Pictures are to be omitted. Output only the lines from the one containing "The width and" through the end of the data, word for word.

▶ Collected data entries
◆ ◆ ◆ ◆ ◆
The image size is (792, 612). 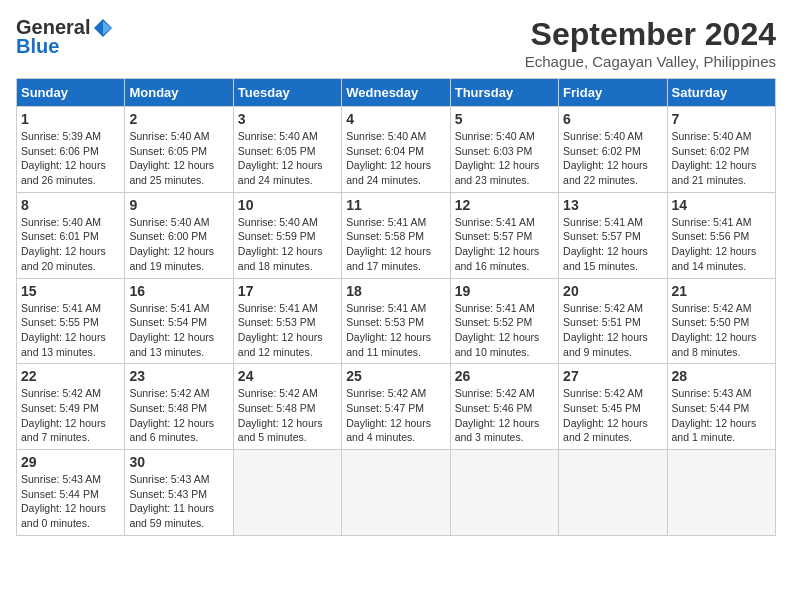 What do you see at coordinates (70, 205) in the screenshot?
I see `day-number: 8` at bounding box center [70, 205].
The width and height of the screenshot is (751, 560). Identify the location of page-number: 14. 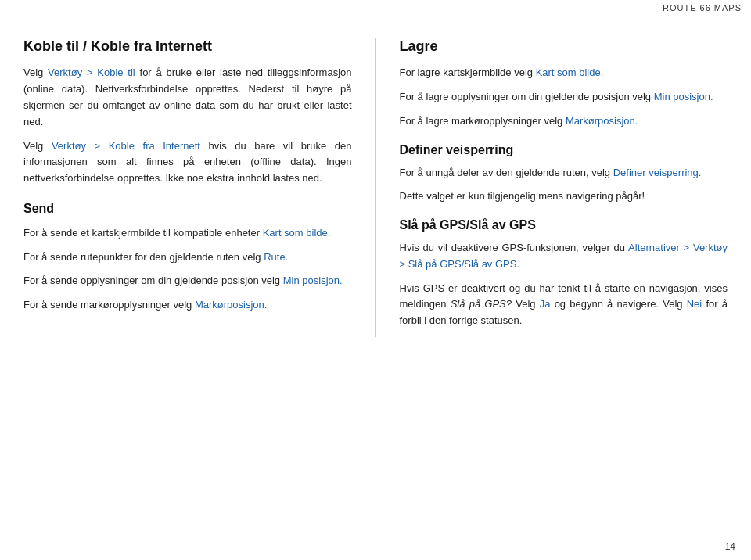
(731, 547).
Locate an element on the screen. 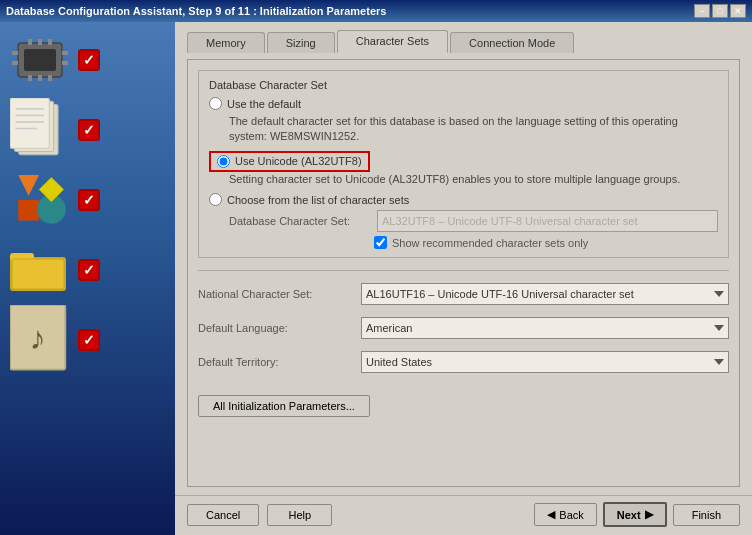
◆ ◆ ◆ ◆ ◆
▶ Solution for this task
The width and height of the screenshot is (751, 560). Identify the location of page-number: 14. 
(731, 547).
Locate an element on the screen. 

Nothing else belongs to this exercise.